After my divorce and after I stopped working, I began to realize that perhaps an abundance of true friends had been missing from my life for too long. I had always been exposed to an endless parade of people: friends, family, neighbors, classmates, clients. But there were never many people in my day-to-day life who I trusted in the same way as the kids who had surrounded me in my childhood. Most of what made us happy were things that adults couldn’t understand. We’d turn on each other sometimes, but nothing was unforgivable and our experiences together were indelible.

We’d share secrets that no one else could understand. We did the best we could to educate one another about the mysteries of sex. We confessed about liking certain cartoons and toys that we probably should have given up long ago if we were truly cool. We admitted to things our parents and siblings had done to make us feel inadequate.

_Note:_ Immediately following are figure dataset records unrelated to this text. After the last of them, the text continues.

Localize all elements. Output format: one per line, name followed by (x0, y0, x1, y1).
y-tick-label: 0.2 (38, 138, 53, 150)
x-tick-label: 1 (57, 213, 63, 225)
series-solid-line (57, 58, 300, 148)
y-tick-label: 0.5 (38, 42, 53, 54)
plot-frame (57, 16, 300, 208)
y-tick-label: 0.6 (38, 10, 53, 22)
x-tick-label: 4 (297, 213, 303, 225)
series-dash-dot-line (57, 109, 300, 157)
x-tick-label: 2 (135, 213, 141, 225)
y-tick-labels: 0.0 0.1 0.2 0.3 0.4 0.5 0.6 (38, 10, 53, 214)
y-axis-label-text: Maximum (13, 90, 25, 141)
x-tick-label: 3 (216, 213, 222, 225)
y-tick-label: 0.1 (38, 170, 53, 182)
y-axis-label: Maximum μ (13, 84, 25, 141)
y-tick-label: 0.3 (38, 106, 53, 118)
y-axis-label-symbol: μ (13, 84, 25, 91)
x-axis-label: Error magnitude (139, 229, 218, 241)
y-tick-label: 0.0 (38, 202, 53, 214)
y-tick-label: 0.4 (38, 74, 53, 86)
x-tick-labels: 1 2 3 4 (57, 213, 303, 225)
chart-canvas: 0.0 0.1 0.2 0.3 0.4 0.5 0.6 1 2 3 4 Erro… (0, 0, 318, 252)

As much as it frustrated me to be on the outside looking in as I tried to get to know my father, I was glad he was there. He would get up from the table every night and carry his dishes into the kitchen. He made sure that everything in the pantry was grouped together in a logical way. I could count on his shoes being on the bottom step of the staircase and his coat hanging on the banister. I counted on these routines to bring me comfort and stability. He had a calm about him which I didn’t understand, but it made my home more livable. It had not quite been fully alive when I was living there alone.

About the Author

Garvin Livingston

Garvin Livingston has written three novels and numerous short stories. His most recent stories have appeared since 2023 in Bull Magazine, The Raven Review, Opiate Magazine, The Courtship of Winds, October Hill Magazine, Bridge Eight, MOIRA Literary Magazine and Litbreak Magazine. His latest story is forthcoming in The Bookends Review. He holds an MA from the University of Pennsylvania.